Samara's $152K Starter Homes Tackle California Housing
A California company is building small, affordable starter homes using the same factory process that made backyard units wildly popular. These compact homes could finally bring back the missing middle of housing that generations have been priced out of.
California's housing crisis just got a new challenger, and it's thinking smaller to solve bigger problems.
Samara, the prefab homebuilder behind thousands of backyard accessory units, just launched Locale to build affordable starter homes in California's priciest cities. These aren't your typical sprawling single-family homes that now average 2,200 square feet. Instead, they range from 1,000 to 1,750 square feet and use the same speedy factory construction that's made the company's backyard units so successful.
CEO Mike McNamara calls it "a missing form factor in California." He's right. The starter home, once the entry point for young families and first-time buyers, has nearly vanished from the state's housing market.
Samara started as a research division within Airbnb before spinning out in 2022 with co-founder Joe Gebbia. The company has built or planned 250 accessory dwelling units, with prices starting at $152,000 plus installation. Now they're applying that same blueprint to standalone homes clustered on urban lots.
The timing couldn't be better. California's Starter Home Revitalization Act recently changed to allow eligible lots to be split into up to 10 small homes. Samara already has about 10 cluster projects in development, bringing compact housing to neighborhoods where only large single-family homes once stood.

The appeal goes beyond just lower prices. More people want smaller yards, shorter commutes, and urban living without the two-hour drives to work. These homes deliver exactly that while staying in desirable California cities.
The Ripple Effect
Samara's shift from backyard units to starter homes shows how one solution can spark another. The company designed its entire system around small, infill housing from day one. That foundation is now scaling up to address California's broader affordability crisis.
The numbers tell the transformation story. California permitted over 30,000 accessory units in 2024, a twentyfold jump from 2016. As regulations loosened and construction methods improved, what seemed impossible became routine. Starter homes could follow the same path.
Factory-based construction slashes both time and cost compared to traditional building methods. What once took months of on-site work now happens in controlled facilities, then gets installed quickly. That efficiency translates directly to lower prices for buyers who've been shut out of the market.
With $34 million in Series B funding raised in late 2023, Samara has the resources to prove this model works at scale.
The starter home doesn't need to disappear from California, it just needs to be reimagined for what people actually want and can afford today.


= Problem to solve =
Set the records down again exactly, apart from any pictures in them.

= Data to examine =
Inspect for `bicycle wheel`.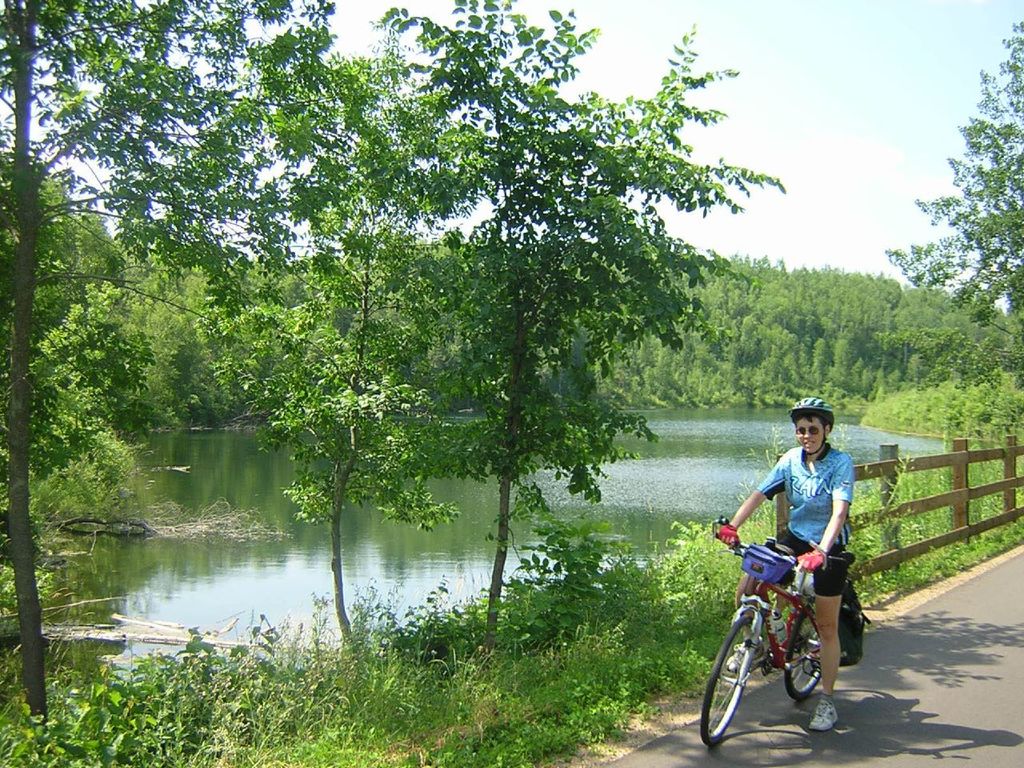
Inspection: 786,602,820,702.
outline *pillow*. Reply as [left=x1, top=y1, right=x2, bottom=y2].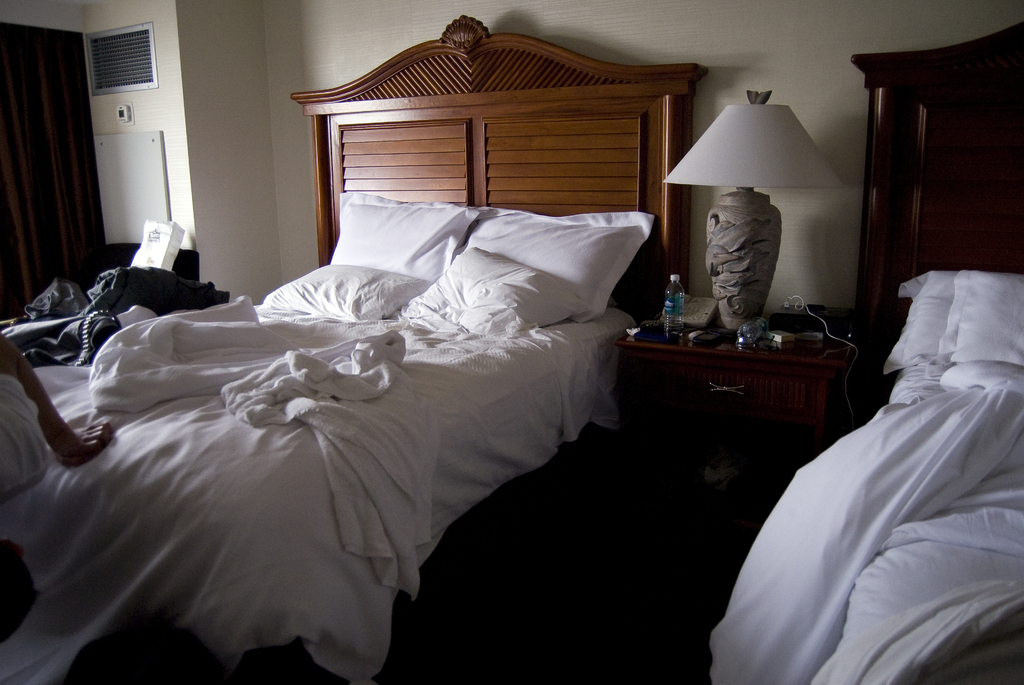
[left=936, top=267, right=1023, bottom=392].
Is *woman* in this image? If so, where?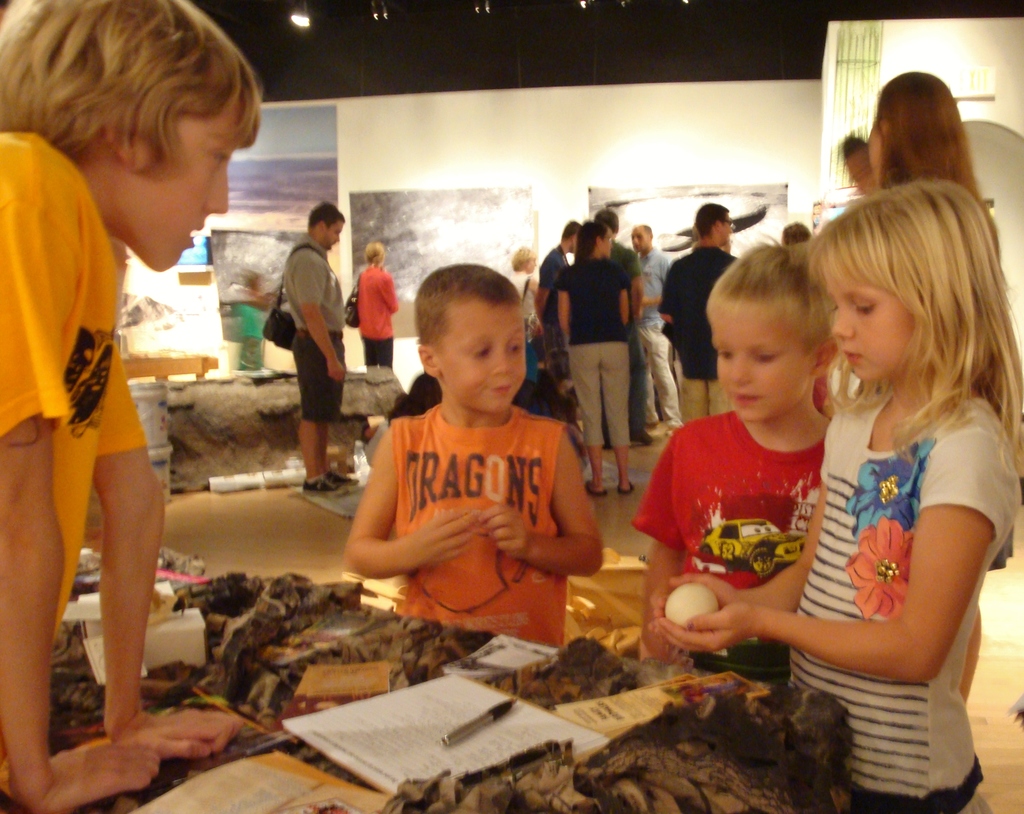
Yes, at 506 243 548 389.
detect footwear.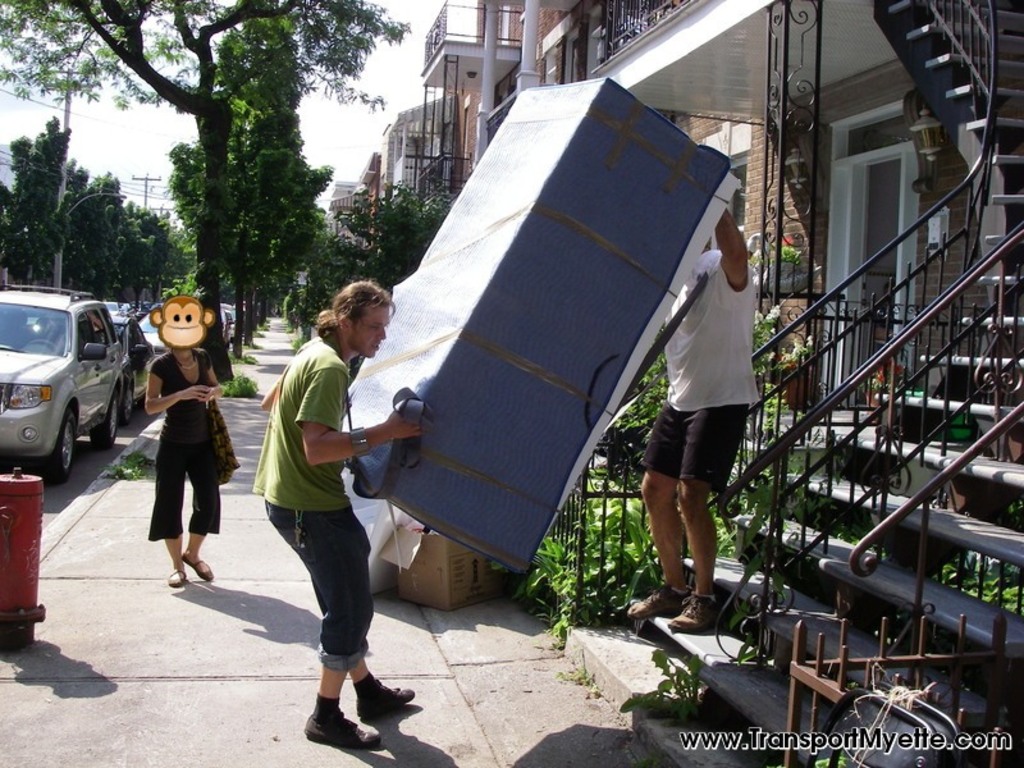
Detected at l=182, t=548, r=216, b=582.
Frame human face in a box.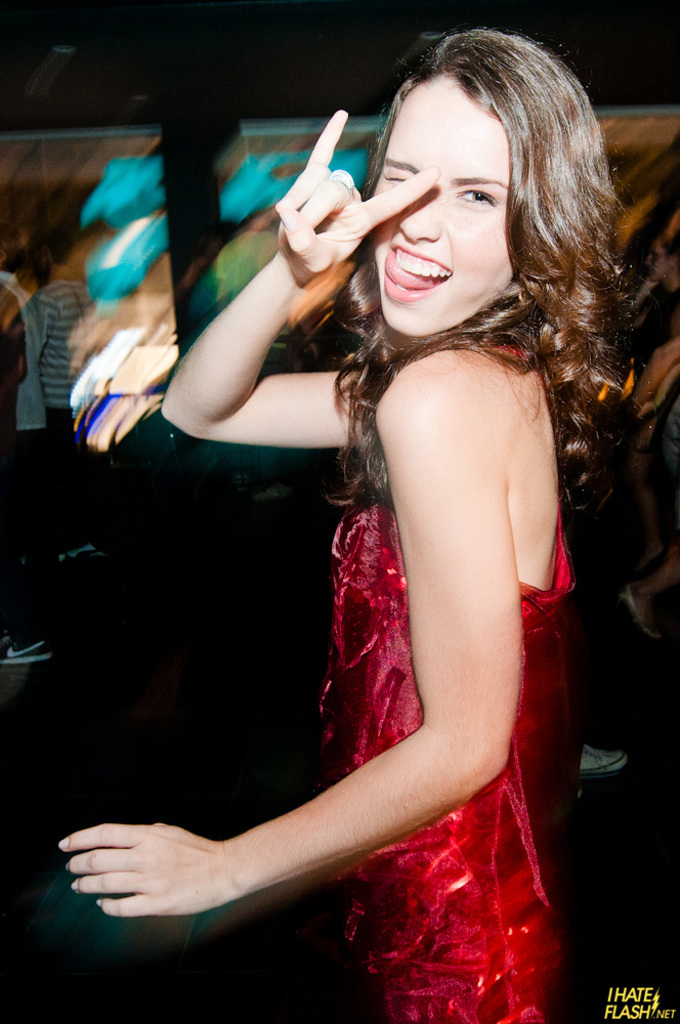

= Task solution =
Inspect for `bicycle wheel`.
Inspection: 786,602,820,702.
outline *pillow*. Reply as [left=x1, top=y1, right=x2, bottom=y2].
[left=936, top=267, right=1023, bottom=392].
Is *woman* in this image? If so, where?
Yes, at 506 243 548 389.
detect footwear.
Detected at l=182, t=548, r=216, b=582.
Frame human face in a box.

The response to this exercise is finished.